If you could turn back time, women would STILL GET ABORTIONS. But that’s not what Indiana state lawmakers want you to think. A new bill passed Monday in the House in Indiana – and one that is gaining steam in many other states – forces doctors to tell patients about “abortion pill reversal.”

Never heard of it? That’s because it’s a crockpot of unscientific slow marinated bullshit.

In a medication abortion, you take the first pill of mifepristone, then follow it up with a dose of misoprostol to expel what’s in the uterus. So-called “abortion pill reversal” involves injecting women with a series of progesterone shots that would supposedly keep the pregnancy on track after they’ve taken the first pill of mifepristone. The study, done by George Delgado of the Culture of Life Family Services clinic (have a particular ring to it?) in San Diego, California had no control group and was not overseen by an institutional review board nor an ethical review committee.

In a video on Delgado’s website explaining how his clinic encourages women to carry pregnancies to term he says, “She can do what her maternal instincts drive her to do and that is to protect her unborn child.”

Yeah, sounds like an impartial scientific medical professional with no agenda whatsoever. Even the American Congress of Obstetricians and Gynecologists has straight up denounced this abortion U-turn procedure.

It is absurd that legislators would force medically trained doctors to lie to patients about an unscientifically proven ‘procedure.’ They may as well be giving doctors the Oscar nominated script to Moonstruck, as it has about as much science in it as this bill. And at least it would be entertaining.

With this bill, lawmakers would have you believe that women seeking abortions are indecisive gypsies, tramps, and thieves that constantly need reminding that it is possible to change their fragile minds.

Supporters of it would have you believe that it’s about giving women the panoply of medical options out there. Republican representative Peggy Mayfield, one of the bill’s co-authors, told the Indianapolis Star. “There is an alternative there. There is hope.”
We can only hope that lawmakers SNAP OUT OF IT and start making science great again.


• **WHAT YOU SHOULD DO**
Show every line in the material below in which the string "Tags" appears.
- - - -
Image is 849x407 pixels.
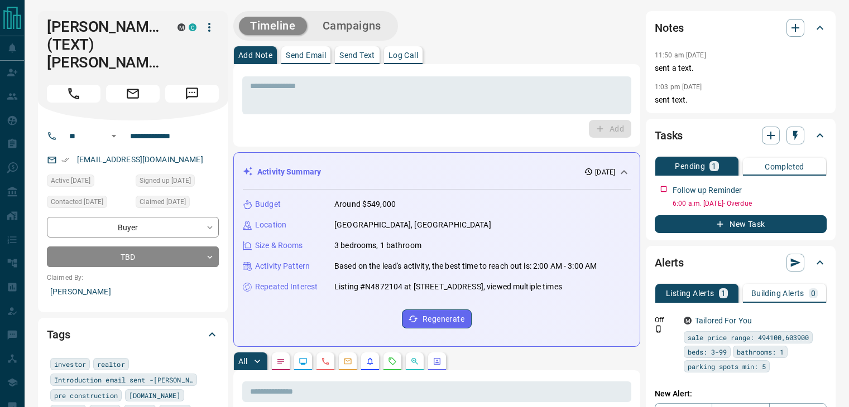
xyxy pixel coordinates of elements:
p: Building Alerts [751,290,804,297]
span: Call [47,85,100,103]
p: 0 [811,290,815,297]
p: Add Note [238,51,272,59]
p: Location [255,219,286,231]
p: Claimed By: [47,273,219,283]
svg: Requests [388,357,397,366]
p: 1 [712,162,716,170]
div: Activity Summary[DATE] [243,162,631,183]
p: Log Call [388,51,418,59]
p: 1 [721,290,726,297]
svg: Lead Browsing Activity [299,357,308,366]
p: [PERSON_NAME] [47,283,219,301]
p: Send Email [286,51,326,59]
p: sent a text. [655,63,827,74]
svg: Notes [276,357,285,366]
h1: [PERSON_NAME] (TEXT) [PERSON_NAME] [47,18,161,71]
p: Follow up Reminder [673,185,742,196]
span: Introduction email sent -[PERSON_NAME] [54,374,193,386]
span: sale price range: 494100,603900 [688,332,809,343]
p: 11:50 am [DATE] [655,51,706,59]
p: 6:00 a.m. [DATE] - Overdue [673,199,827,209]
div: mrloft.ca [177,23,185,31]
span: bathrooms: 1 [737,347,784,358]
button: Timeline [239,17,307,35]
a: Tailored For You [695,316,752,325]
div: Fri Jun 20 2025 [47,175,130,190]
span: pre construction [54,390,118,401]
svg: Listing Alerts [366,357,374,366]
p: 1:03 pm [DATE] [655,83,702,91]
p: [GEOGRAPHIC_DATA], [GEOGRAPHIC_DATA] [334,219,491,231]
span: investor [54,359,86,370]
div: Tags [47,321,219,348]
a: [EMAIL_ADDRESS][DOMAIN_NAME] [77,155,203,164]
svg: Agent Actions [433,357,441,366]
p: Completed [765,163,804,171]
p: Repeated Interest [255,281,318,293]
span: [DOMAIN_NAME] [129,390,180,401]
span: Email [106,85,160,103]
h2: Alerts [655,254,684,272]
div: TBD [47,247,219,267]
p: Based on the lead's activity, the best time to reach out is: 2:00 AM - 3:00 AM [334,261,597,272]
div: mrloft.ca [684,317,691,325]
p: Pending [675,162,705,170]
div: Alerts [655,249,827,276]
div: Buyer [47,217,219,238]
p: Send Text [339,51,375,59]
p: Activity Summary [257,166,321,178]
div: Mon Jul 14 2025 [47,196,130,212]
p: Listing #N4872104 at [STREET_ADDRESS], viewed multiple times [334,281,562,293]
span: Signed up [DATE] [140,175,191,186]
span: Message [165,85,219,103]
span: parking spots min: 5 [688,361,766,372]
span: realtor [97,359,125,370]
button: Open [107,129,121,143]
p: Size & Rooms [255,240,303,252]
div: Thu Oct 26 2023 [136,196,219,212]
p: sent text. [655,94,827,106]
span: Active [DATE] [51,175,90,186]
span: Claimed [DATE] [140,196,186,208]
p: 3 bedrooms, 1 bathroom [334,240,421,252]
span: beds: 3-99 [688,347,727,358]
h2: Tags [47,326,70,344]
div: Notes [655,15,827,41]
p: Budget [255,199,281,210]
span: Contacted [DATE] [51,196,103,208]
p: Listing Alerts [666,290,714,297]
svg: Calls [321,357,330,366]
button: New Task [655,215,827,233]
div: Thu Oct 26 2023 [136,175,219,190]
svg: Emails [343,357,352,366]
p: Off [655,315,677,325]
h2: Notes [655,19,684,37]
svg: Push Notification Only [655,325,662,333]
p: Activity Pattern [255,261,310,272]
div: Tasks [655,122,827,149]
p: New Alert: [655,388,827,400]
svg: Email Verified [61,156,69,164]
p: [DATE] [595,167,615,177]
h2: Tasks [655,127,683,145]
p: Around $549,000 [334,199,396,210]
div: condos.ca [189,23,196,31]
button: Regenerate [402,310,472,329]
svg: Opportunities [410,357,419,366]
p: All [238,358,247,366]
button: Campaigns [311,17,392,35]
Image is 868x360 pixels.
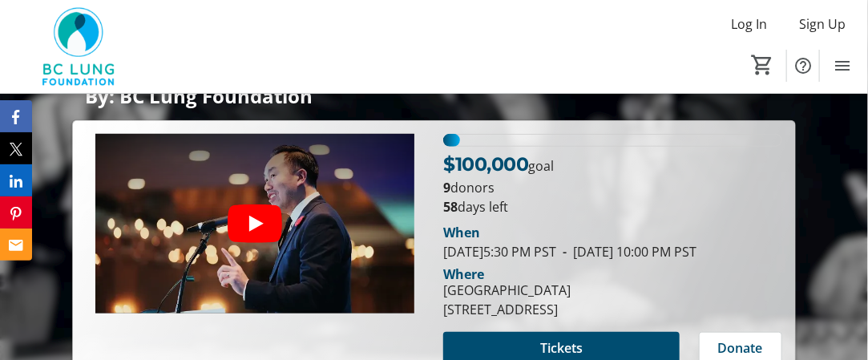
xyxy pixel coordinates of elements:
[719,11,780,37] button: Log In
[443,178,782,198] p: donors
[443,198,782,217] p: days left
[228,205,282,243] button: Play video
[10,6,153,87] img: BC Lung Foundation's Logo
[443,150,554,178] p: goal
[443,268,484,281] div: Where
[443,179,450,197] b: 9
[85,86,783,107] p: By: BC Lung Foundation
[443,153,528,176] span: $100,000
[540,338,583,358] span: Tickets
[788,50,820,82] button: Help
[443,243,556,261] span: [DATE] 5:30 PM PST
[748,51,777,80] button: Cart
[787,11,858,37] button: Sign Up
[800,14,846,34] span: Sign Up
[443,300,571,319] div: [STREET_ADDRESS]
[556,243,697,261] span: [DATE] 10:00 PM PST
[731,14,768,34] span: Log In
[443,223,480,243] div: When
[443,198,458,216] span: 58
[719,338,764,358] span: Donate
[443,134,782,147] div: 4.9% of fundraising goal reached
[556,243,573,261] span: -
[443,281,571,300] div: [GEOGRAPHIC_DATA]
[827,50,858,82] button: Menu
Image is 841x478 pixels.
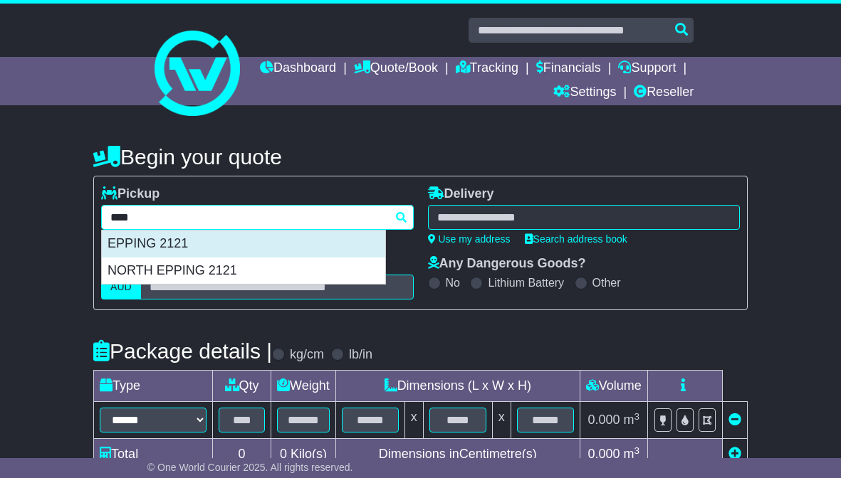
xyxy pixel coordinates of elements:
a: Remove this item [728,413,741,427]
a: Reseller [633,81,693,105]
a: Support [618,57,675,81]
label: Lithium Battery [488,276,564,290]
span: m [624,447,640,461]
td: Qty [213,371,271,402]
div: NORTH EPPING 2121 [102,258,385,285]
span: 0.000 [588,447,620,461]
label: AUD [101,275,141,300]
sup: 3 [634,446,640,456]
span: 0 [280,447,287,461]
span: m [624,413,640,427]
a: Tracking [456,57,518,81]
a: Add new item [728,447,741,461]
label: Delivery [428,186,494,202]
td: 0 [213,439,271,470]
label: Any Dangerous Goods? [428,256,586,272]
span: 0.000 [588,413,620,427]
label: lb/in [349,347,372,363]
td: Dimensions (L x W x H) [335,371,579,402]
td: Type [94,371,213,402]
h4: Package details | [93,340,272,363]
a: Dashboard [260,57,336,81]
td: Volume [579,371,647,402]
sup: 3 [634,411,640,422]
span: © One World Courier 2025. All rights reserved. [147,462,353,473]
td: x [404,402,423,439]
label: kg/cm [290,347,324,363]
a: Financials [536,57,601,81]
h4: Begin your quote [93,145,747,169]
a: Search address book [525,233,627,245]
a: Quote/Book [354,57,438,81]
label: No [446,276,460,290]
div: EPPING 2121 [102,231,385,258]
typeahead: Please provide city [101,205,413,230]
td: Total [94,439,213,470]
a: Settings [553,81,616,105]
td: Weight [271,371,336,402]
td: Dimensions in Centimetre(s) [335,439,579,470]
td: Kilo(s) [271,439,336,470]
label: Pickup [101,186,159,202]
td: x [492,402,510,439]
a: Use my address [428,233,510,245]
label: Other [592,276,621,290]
- - - -
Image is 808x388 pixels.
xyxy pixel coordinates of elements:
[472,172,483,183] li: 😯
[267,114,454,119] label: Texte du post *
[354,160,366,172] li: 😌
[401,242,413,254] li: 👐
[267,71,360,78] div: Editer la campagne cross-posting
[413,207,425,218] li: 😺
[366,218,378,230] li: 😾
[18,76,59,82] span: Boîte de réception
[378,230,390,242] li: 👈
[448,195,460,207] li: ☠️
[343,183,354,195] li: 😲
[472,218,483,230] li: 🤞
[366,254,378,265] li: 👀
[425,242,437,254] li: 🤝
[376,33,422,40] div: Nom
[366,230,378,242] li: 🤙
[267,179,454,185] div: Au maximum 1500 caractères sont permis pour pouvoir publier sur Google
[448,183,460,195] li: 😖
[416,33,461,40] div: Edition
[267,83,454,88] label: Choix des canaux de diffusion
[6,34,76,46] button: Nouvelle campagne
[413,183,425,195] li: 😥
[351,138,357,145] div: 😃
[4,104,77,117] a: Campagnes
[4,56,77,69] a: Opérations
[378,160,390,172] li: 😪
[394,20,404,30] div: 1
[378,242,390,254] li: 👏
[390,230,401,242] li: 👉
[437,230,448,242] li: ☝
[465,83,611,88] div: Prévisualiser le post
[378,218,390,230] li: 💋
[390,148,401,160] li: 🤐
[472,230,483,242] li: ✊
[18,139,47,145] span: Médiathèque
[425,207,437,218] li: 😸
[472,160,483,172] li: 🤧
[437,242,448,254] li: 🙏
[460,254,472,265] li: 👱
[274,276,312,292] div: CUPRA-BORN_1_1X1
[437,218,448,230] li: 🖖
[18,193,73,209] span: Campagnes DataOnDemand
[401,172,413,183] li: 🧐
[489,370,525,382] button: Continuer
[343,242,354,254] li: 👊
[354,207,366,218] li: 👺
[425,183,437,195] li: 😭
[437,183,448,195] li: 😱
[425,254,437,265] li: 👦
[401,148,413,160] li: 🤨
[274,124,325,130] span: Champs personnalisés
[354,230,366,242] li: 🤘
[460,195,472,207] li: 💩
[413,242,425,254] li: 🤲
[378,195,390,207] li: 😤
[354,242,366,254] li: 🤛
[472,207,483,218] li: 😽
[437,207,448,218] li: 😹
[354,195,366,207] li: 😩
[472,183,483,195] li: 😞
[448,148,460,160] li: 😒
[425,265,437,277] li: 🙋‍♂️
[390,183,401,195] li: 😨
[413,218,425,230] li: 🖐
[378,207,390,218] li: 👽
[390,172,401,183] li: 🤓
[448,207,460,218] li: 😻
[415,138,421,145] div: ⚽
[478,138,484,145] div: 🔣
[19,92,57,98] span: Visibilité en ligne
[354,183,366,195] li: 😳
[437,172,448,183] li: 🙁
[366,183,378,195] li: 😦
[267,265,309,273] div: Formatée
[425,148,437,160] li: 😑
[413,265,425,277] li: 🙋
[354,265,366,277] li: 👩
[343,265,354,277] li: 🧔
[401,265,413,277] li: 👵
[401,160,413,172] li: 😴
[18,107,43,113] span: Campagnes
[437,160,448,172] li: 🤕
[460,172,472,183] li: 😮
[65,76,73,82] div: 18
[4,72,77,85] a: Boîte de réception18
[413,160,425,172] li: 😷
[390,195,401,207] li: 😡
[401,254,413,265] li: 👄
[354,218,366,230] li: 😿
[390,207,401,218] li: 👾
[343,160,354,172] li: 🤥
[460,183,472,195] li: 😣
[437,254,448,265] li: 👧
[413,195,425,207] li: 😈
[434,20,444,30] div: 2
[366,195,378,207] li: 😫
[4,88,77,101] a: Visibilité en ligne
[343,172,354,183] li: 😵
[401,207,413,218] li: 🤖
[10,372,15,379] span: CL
- - - -
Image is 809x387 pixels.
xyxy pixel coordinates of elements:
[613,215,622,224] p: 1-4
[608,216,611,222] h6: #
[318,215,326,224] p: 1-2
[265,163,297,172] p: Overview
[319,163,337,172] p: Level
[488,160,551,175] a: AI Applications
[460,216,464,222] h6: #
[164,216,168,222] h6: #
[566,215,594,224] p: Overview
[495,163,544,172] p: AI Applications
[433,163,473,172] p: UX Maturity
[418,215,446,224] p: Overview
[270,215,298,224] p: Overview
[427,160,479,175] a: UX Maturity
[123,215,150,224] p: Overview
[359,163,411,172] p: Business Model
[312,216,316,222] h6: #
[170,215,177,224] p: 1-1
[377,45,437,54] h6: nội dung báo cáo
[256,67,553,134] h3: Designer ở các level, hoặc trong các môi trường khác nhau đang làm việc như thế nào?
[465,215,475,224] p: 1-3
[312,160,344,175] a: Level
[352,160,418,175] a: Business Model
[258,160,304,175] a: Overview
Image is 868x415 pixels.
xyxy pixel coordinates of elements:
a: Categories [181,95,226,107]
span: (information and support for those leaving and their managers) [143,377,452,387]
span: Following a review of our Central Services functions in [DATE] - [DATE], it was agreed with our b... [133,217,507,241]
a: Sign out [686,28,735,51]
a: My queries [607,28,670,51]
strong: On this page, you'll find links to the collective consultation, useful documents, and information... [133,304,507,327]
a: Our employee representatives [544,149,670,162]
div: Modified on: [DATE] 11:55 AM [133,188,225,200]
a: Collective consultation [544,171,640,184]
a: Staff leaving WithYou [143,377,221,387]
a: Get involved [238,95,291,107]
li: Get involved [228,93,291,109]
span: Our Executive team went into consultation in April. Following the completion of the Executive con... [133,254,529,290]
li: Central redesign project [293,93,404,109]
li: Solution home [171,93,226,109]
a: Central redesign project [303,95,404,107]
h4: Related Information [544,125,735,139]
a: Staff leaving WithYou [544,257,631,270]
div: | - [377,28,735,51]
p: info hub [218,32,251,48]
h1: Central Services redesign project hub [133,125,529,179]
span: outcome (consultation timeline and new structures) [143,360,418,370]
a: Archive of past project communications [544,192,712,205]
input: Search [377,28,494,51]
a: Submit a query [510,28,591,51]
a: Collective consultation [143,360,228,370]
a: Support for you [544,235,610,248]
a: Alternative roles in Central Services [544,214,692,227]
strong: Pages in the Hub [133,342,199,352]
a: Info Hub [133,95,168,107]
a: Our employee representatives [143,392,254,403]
- - - -
• **WRITTEN SOLUTION**
div: Tags [47,321,219,348]
h2: Tags [47,326,70,344]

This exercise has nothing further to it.